Cold Air gun... Looks very promising Coolant alternative

Cool stuff. I used to get a similar, though less effective results when using my shop vac at the drill press. In order to reduce on the mess I was getting, I'd use a cutting oil first, and then while drilling, I'd work the feed with one hand while the other hand held a shop vac with a small nozzle next to the piece. This served to decrease the scattering of chips, and the small nozzle resulted in high velocity airflow past the work piece. When I did this, I noticed significantly less heat build-up. It's just hard to handle everything with some pieces.

--nathan
 
I hand mill a lot of custom parts for another hobby of mine and when the chips are flying I use a compressed air gun on the cutter to not only blow the aluminum chips away but to cool the cutter.

It works very well.
 
That looks like the perfect solution for my mill! I have a nice compressor and dotn want fluid all over since the mill is right in the middle of my garage/shop.
 
The cold air gun is different than just compressed air. It uses a special geometry and some weird physics to create two air streams, one hot (which gets exhausted) and one cold (which get sprayed on the cutter). Damn near magic.

These are widely used in industrial machining operations in applications where coolant is not desirable. Coolant is a constant maintenance issue and creates all kinds of expenses from cleaning the parts to its eventual disposal (did you know it costs as much to dispose of coolant and it does to buy it?) and air quality issues, operator dermatitis etc. Cold air is cool. All that said, I still use coolant in my shop... works better...
 
One of the other uses of a tool like Nathan mentioned is in the auto shop. The hot air end is used to heat auto choke assemblies to open the choke, and the cold end is used to close the choke while adjusting. Jess
 
Vortex cooling has been around a while.
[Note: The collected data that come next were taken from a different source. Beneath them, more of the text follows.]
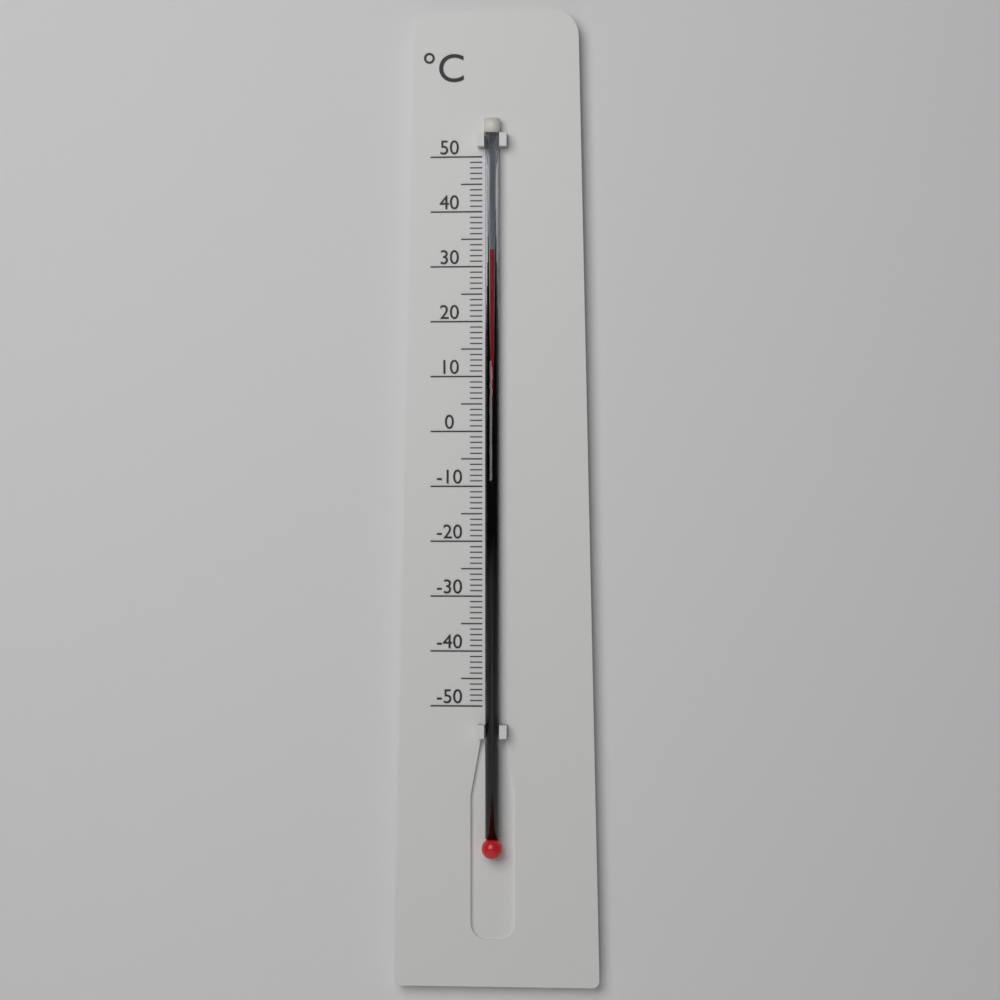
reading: 33 °C
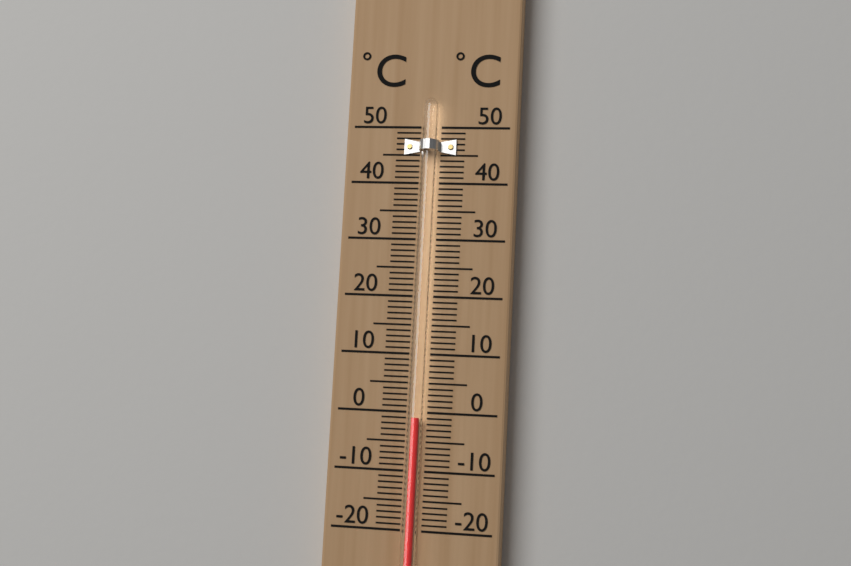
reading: -1 °C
Unfortunately, the efficiency is very low so it doesn't see many applications. Compressed gas from a cylinder will get a little bit cooler due to expansion and per unit of cooling power will be less expensive.
 
Hankins
I hope you have a big compressor, I have a cold air gun and it takes a god awful amount of air. My 5 horse compressor won't handle it.

Jerry
 
Hankins
I hope you have a big compressor, I have a cold air gun and it takes a god awful amount of air. My 5 horse compressor won't handle it.

Jerry


That's what I was thinking, the specs say either 15, ot 30 SCFM
that's lots of air.
 
The cold air gun is different than just compressed air. It uses a special geometry and some weird physics to create two air streams, one hot (which gets exhausted) and one cold (which get sprayed on the cutter). Damn near magic.
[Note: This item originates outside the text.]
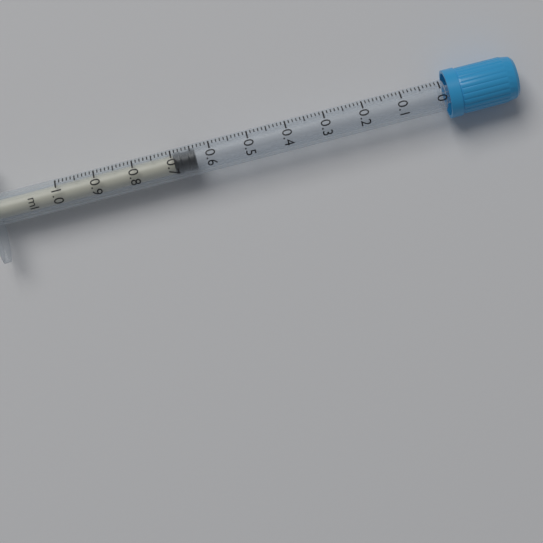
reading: 0.64 ml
My old company (pneumatics and hydraulics) picked up the Vortec line in the 90's. We had a lot of fun playing with it but the cost was such that I don't think we ever sold the cold gun to a customer, and we had 5000 of them, almost all manufacturers.
 
The cold air gun is different than just compressed air. It uses a special geometry and some weird physics to create two air streams, one hot (which gets exhausted) and one cold (which get sprayed on the cutter). Damn near magic.
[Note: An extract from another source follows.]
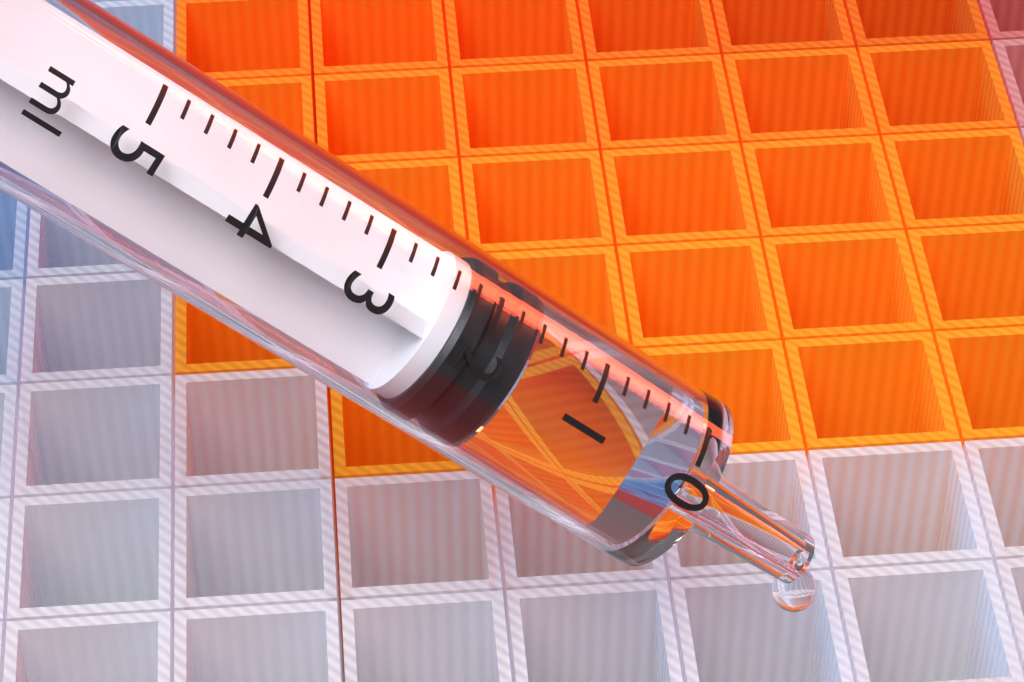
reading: 1.6 ml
It's a Ranque-Hilsch Vortex tube. They've been around since the 1920's. Google "Maxwell's Demon" :)

The tube creates a vortex that centrifugally spins hot air in one direction of a tee in the compressor outlet, and cool air the other direction.
http://www.rexresearch.com/ranque/ranque.htm

They're very loud, and like Nathan says, they don't cool nearly as well as coolant. They also shoot swarf all over the shop.